Best Newsletter Service?
Great functions nicely tiered to meet your growing needs.
There are a lot of newsletter options out there. Try before you buy. My approach to narrowing the field efficiently is to time-box research, focus on the business context, and test contenders with good-enough prototypes.
How Fast Prototypes Helped Us Chose
I'm not a cheerleader by nature. I'm not sponsored by them but in my opinion Mailchimp is the best newsletter service for most small businesses in 2022 in terms of features and pricing. These are my opinions after setting up a new website and newsletter for Com-X Network, a quarterly networking event for San Diego Pharma executives. But what's hopefully more useful to you than one more internet opinion is understanding the process that lead to Mailchimp beating the competition.
Client Requirements
Com-X needed to:
- Email members about upcoming events.
- Collect RSVPs for their events.
- Manage member contacts.
Until now, they did this manually through Outlook.
There was concern about keeping member emails private and avoiding accidental mass replies but no need to gate any information.
They could have kept using Outlook or the Gmail equivalent but that would have meant missing out on these benefits:
- Consistent look across all email clients or apps.
- Automated list management for signups and unsubscribes.
- Follows CAN-SPAM rules for sending commercial emails.
- Reputable sender address.
- Statistics on opens, unreads, and bounces.
Services We Considered
We discussed Squarespace, MailChimp, and Constant Contact. Squarespace was initially the favorite because the shared interface with the website meant they only had to learn one new interface.
Pricing
Here are the monthly pricing tiers for our three choices along with some other popular ones that can also do the job:
- Mailchimp $0,$11,$17,$299.
- Convertkit $0,$9,$25.
- Substack $0,10% of paid subscriptions.
- Squarespace $5,$10,$24,$48.
- Ghost $9,$25,$50,$199.
- Constant Contact $10,$45.
How to Pick A Service Efficiently
Normally this type of article will breakdown features extensively and compare them. That information can be googled, so I won't go in that kind of detail.
Instead here's the process that can help you choose the right newsletter service efficiently.
Timebox Researching The Service's Context.
Google "a product name vs" and you'll see autosuggestions of competitors, reviews, queries, and issues that are relevant and trending. Review the comparisons for one hour to get familiar with current product features and terminology.
Avoid spending a lot of time documenting features. Products in a mature space provide very similar features, but place some at higher pricing tiers than their competitors, or eliminate others some to undercut an established player by offering core features at a lower price point. Use your must have features to create a shortlist of candidates.
Decide whether being a service's target customer is important? Substack and Convertkit's free options might have equivalent features to Squarespace and Mailchimp but one is targeted to subscriber supported publishers and the other to creative businesses. Com-X is not their intended customer. Note, I occasionally use service for a critical feature, but have fallbacks in case availability or pricing change.
Consider whether the service is white labeled or if your newsletter recipients might have a negative perception of it.
Know the Sender Business Context
Now that you have some idea about what services are available, you can have an informed conversation with the decision makers about their priorities. Here are a few examples:
- Matching the website look very closely.
- Customizing the newsletter with features like A/B testing.
- Automating certain processes.
- Generating revenue by charging subscribers.
Use what you've learned to narrow or prioritize your shortlist.
Test Strong Product Candidates with Good Enough Prototypes
Walk through the documentation for all the potential products on the shortlist for an hour maximum. If a product has no obvious flaws, take no more than an hour to setup and send out a trial newsletter.
Both Squarespace and Mailchimp allowed the group to build a trial audience of a few people, send out trial newsletters and see for themselves if the service was a good fit.
Here are some guidelines we followed:
- Include enough trial participants to get a realistic cross section of senders and recipients and cover typical and outliers situations.
- Model the sender to recipient experience with placeholder text and images to catch dealbreakers in functionality.
- Talk through the parts that aren't be prototyped with other trial participants until there's a consensus on what will be done.
- Be open to hearing feedback from everyone. People have different devices, privacy settings and email habits.
- Discuss outlier situations that might become issues in the future.
Squarespace Experience
Initially the group liked Squarespace's ease of use. The dealbreaker was the inability to capture more than a subscriber's name and email address. We wanted each subscriber's title and company in one location with minimal management.
Mailchimp Experience
Mailchimp is flexible with the intake fields and tightly integrated with the Squarespace. The documentation anticipated our setup issues and let me build a working newsletter and audience within an hour.
The group chose Mailchimp.
Closing Thoughts
With enough time, anyone in this group could have built the website and setup the newsletter. The technology is very consumer friendly but there is a learning curve.
Working with an experienced designer meant that:
- No one was too invested in any one service (ie the IKEA effect) allowing the choice to be less political.
- Everyone experienced several services as senders and recipients in a short amount of time.
- The final product is more polished than a first-timer's work.
Reach out to VeryCleverDesign for your next website project.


> **Task to carry out**: Print all of the data exactly, but drop the pictures.

> **Source information**:
'''
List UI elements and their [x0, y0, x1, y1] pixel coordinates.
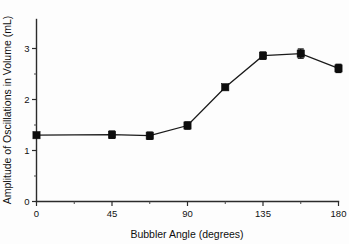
- data-point-marker: [297, 50, 304, 57]
- data-series-group: [33, 49, 342, 139]
- data-point-marker: [146, 132, 153, 139]
- x-tick-label: 45: [107, 208, 118, 219]
- y-tick-label: 3: [24, 43, 29, 54]
- data-point-marker: [184, 122, 191, 129]
- y-tick-label: 1: [24, 145, 29, 156]
- x-axis-title: Bubbler Angle (degrees): [130, 228, 243, 240]
- data-point-marker: [259, 52, 266, 59]
- figure-container: 0123 04590135180 Bubbler Angle (degrees)…: [0, 0, 349, 244]
- data-point-marker: [33, 132, 40, 139]
- x-tick-label: 180: [331, 208, 347, 219]
- y-axis-title: Amplitude of Oscillations in Volume (mL): [1, 16, 13, 205]
- data-point-marker: [222, 84, 229, 91]
- axis-spines: [37, 20, 339, 202]
- x-tick-labels: 04590135180: [34, 208, 347, 219]
- data-point-marker: [108, 131, 115, 138]
- x-tick-label: 0: [34, 208, 39, 219]
- x-tick-label: 90: [182, 208, 193, 219]
- y-tick-label: 2: [24, 94, 29, 105]
- data-markers: [33, 50, 342, 139]
- x-tick-label: 135: [255, 208, 271, 219]
- data-point-marker: [335, 65, 342, 72]
- y-tick-labels: 0123: [24, 43, 29, 207]
- line-chart: 0123 04590135180 Bubbler Angle (degrees)…: [0, 0, 349, 244]
- y-tick-label: 0: [24, 196, 29, 207]
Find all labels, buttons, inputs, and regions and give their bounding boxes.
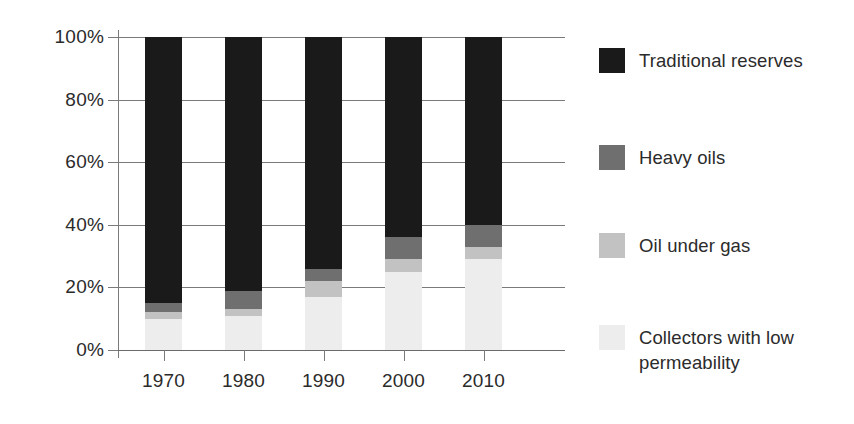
'''
> **Solution for this exercise**:
List UI elements and their [x0, y0, x1, y1] pixel coordinates.
- data-point-marker: [297, 50, 304, 57]
- data-series-group: [33, 49, 342, 139]
- data-point-marker: [146, 132, 153, 139]
- x-tick-label: 45: [107, 208, 118, 219]
- y-tick-label: 3: [24, 43, 29, 54]
- data-point-marker: [184, 122, 191, 129]
- y-tick-label: 1: [24, 145, 29, 156]
- x-axis-title: Bubbler Angle (degrees): [130, 228, 243, 240]
- data-point-marker: [259, 52, 266, 59]
- figure-container: 0123 04590135180 Bubbler Angle (degrees)…: [0, 0, 349, 244]
- data-point-marker: [33, 132, 40, 139]
- x-tick-label: 180: [331, 208, 347, 219]
- y-axis-title: Amplitude of Oscillations in Volume (mL): [1, 16, 13, 205]
- data-point-marker: [222, 84, 229, 91]
- axis-spines: [37, 20, 339, 202]
- x-tick-labels: 04590135180: [34, 208, 347, 219]
- data-point-marker: [108, 131, 115, 138]
- x-tick-label: 0: [34, 208, 39, 219]
- x-tick-label: 90: [182, 208, 193, 219]
- y-tick-label: 2: [24, 94, 29, 105]
- data-markers: [33, 50, 342, 139]
- x-tick-label: 135: [255, 208, 271, 219]
- data-point-marker: [335, 65, 342, 72]
- y-tick-labels: 0123: [24, 43, 29, 207]
- line-chart: 0123 04590135180 Bubbler Angle (degrees)…: [0, 0, 349, 244]
- y-tick-label: 0: [24, 196, 29, 207]
Find all labels, buttons, inputs, and regions and give their bounding boxes.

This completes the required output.